An image of Kate Middleton and her three children released by the royal family (Image: Kensington Palace)
An image of Kate Middleton and her three children released by the royal family (Image: Kensington Palace)

It was the hands. It’s always the hands. Kate Middleton — whose absence from public life since surgery at the turn of the year has raised all manner of speculation about her true state (was she really recovering from plastic surgery? In a coma? Dead?) — put out a picture with her children over the weekend, marking Mother’s Day and thanking her well-wishers. Within hours, newswire service Associated Press sent out a “kill notification” stating that the picture had been tampered with.

Presumably, there is no picture issued by the palace that hasn’t in one way or another been touched up, but there is something comically inept about releasing an altered picture of the subject of various conspiracy theories, and then doing so poor a job (apart from the blurry hands and lack of a wedding ring, the background was suspiciously green for UK winter) that it creates its own conspiracy theories.

Of course, when the entirety of your prestige and legitimacy comes from conspiracy and intrigue — the British royal family descends from Germany, after all — you can scarcely complain when people start to form some conspiracy theories about what you’re up to.

George VI’s fatal disease kept from even him

If there is any skullduggery going on regarding Middleton’s health, it would not be the first time. King George VI became king in 1936 when his brother Edward VIII abdicated his short-lived stay on the throne to marry American divorcee Wallis Simpson — before the pair did a spot of sight-seeing in Germany. George, who was monarch throughout the Second World War, was a heavy smoker all his life, and when a giant ominous mass was found during a chest X-ray, doctors kept his lung cancer not only from the public but from the king himself. He never fully recovered from the operation that removed his lung and he died at the age of 56 in 1952.

Did MI6 off Princess Diana?

Probably no royal event has raised such a flurry of conspiracy theories as the death of Princess Diana following the 1997 car crash that killed Diana and Dodi Fayed. With Dodi’s father Mohamed al-Fayed leading the charge, it was widely believed that the pair had actually been murdered in a plot masterminded by Prince Philip. Why did the ambulance take so long to get to the hospital? Why were so many of the surveillance cameras along the route the car took facing the wrong way? Did her psychic know it was going to happen? Did Diana herself know? What we’d really like to know is who conspired with al-Fayed to produce “Innocent Victims”, the tacky as-all-get-out bronze memorial to the late pair displayed in Harrods between 2005 and 2018.

Prince Albert Victor a serial killer?

Poor Albert (known as Eddy) had no end of speculation about him in his short life; noting that he was not well respected by the upper or lower classes, that he was thought of as a “slow” child who became a “dull” adult, the writer James Pope-Hennessy said:

Even his nearest and dearest, who were naturally bent on making the best of poor Prince Eddy, could not bring themselves to use more positive terms. Prince Eddy was certainly dear and good, kind and considerate. He was also backward and utterly listless. He was self-indulgent and not punctual … He was as heedless and as aimless as a gleaming gold-fish in a crystal bowl.”

But this speculation — as well as the rumours that he had syphilis and narrowly avoided being caught frequenting a gay brothel — pales in comparison to the theory put forward by various historians from the 1960s onwards that he was Jack the Ripper, the notorious London serial killer who killed an unknown number of women in the Whitechapel area in the late 1880s. This one has been pretty thoroughly debunked though, with contemporaneous documents showing the prince wasn’t in London on most of the occasions the Ripper is thought to have struck.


In the entries, find all lines that hold the word "geologic" and copy them.

[DATA RECORDS]

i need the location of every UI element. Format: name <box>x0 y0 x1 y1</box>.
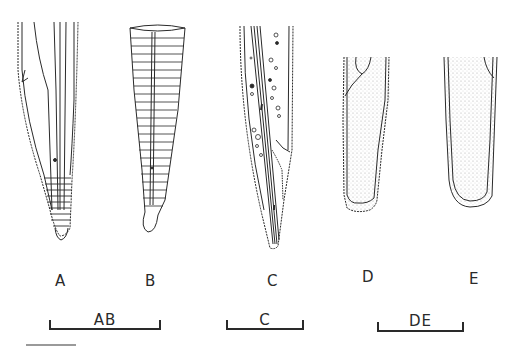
panel-label-b: B <box>145 272 156 290</box>
specimen-d-drawing <box>343 57 390 212</box>
page-edge-rule <box>26 344 76 346</box>
specimen-e-drawing <box>444 57 497 207</box>
panel-label-d: D <box>362 268 374 286</box>
scale-label-de: DE <box>377 312 464 330</box>
specimen-b-drawing <box>130 25 185 232</box>
specimen-c-drawing <box>240 26 293 249</box>
scale-label-ab: AB <box>49 311 161 329</box>
specimen-drawings <box>0 0 517 347</box>
scientific-figure: A B C D E AB C DE <box>0 0 517 347</box>
panel-label-a: A <box>55 272 66 290</box>
scale-label-c: C <box>226 311 304 329</box>
specimen-a-drawing <box>18 22 78 240</box>
panel-label-e: E <box>469 270 479 288</box>
panel-label-c: C <box>267 272 278 290</box>
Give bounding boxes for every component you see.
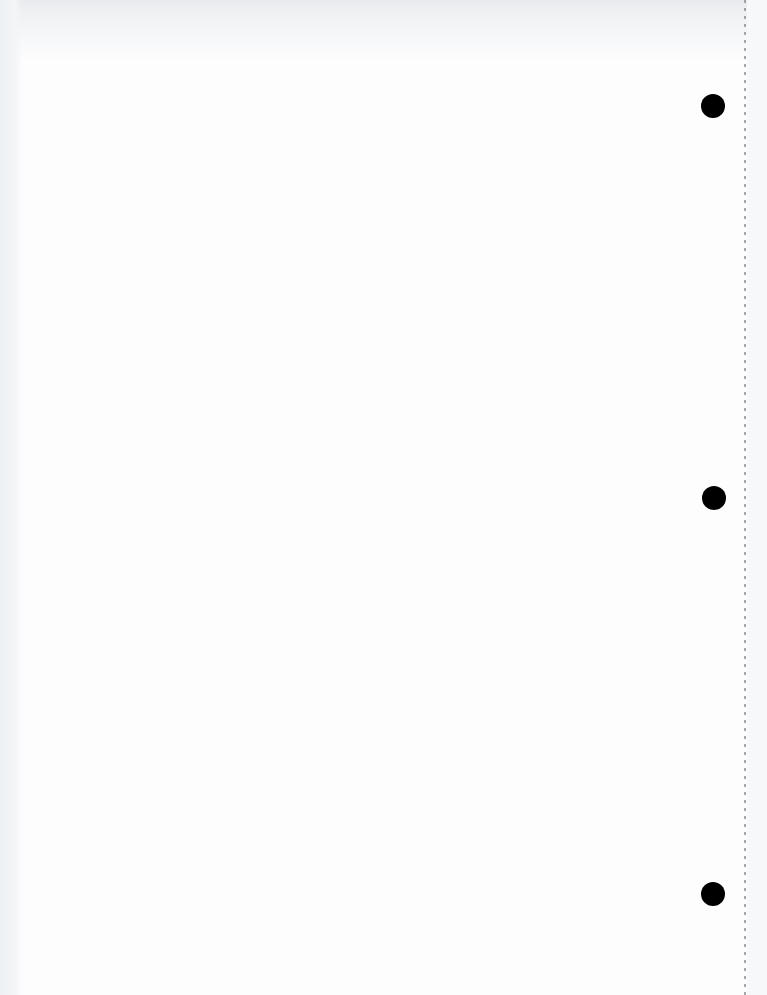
blank-page	[0, 0, 767, 995]
perforation-line	[744, 0, 746, 995]
scan-shadow-left	[0, 0, 22, 995]
scan-shadow-top	[0, 0, 767, 62]
right-margin-strip	[747, 0, 767, 995]
punch-hole-top	[701, 94, 725, 118]
punch-hole-bottom	[701, 882, 725, 906]
punch-hole-middle	[702, 486, 726, 510]
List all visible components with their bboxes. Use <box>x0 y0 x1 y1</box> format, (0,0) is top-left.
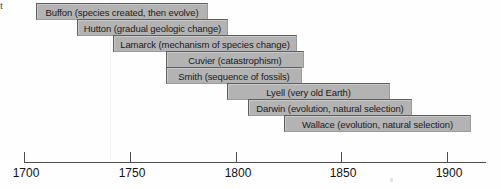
x-axis-tick-label: 1750 <box>119 166 146 180</box>
x-axis-tick-label: 1800 <box>225 166 252 180</box>
timeline-bar-label: Lyell (very old Earth) <box>228 86 389 97</box>
timeline-bar-label: Cuvier (catastrophism) <box>167 54 303 65</box>
timeline-bar-darwin[interactable]: Darwin (evolution, natural selection) <box>248 99 412 116</box>
timeline-bar-lyell[interactable]: Lyell (very old Earth) <box>227 83 390 100</box>
timeline-figure: t Buffon (species created, then evolve) … <box>0 0 501 189</box>
timeline-bar-lamarck[interactable]: Lamarck (mechanism of species change) <box>113 35 297 52</box>
timeline-bar-label: Buffon (species created, then evolve) <box>37 6 207 17</box>
timeline-bar-label: Darwin (evolution, natural selection) <box>249 102 411 113</box>
x-axis-line <box>24 162 486 163</box>
timeline-bar-label: Wallace (evolution, natural selection) <box>285 118 470 129</box>
x-axis-tick <box>24 152 25 163</box>
scan-artifact-speck <box>390 178 393 182</box>
timeline-bar-label: Hutton (gradual geologic change) <box>78 22 227 33</box>
x-axis-tick <box>447 152 448 163</box>
cropped-edge-glyph: t <box>0 0 4 10</box>
x-axis-tick-label: 1900 <box>436 166 463 180</box>
x-axis-tick-label: 1700 <box>13 166 40 180</box>
x-axis-tick <box>236 152 237 163</box>
x-axis-tick <box>341 152 342 163</box>
timeline-bar-buffon[interactable]: Buffon (species created, then evolve) <box>36 3 208 20</box>
timeline-bar-smith[interactable]: Smith (sequence of fossils) <box>166 67 302 84</box>
timeline-bar-cuvier[interactable]: Cuvier (catastrophism) <box>166 51 304 68</box>
x-axis-tick <box>130 152 131 163</box>
timeline-bar-wallace[interactable]: Wallace (evolution, natural selection) <box>284 115 471 132</box>
timeline-bar-hutton[interactable]: Hutton (gradual geologic change) <box>77 19 228 36</box>
timeline-bar-label: Smith (sequence of fossils) <box>167 70 301 81</box>
x-axis-tick-label: 1850 <box>330 166 357 180</box>
timeline-bar-label: Lamarck (mechanism of species change) <box>114 38 296 49</box>
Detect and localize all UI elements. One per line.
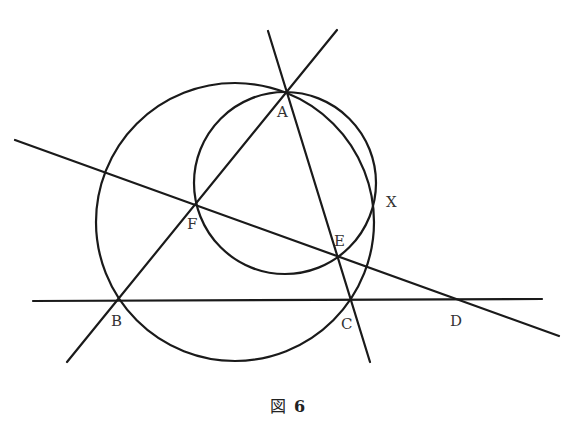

[/DATA RECORDS]

RESPONSE AREA:
timeline-bar-label: Hutton (gradual geologic change) <box>78 22 227 33</box>
timeline-bar-hutton[interactable]: Hutton (gradual geologic change) <box>77 19 228 36</box>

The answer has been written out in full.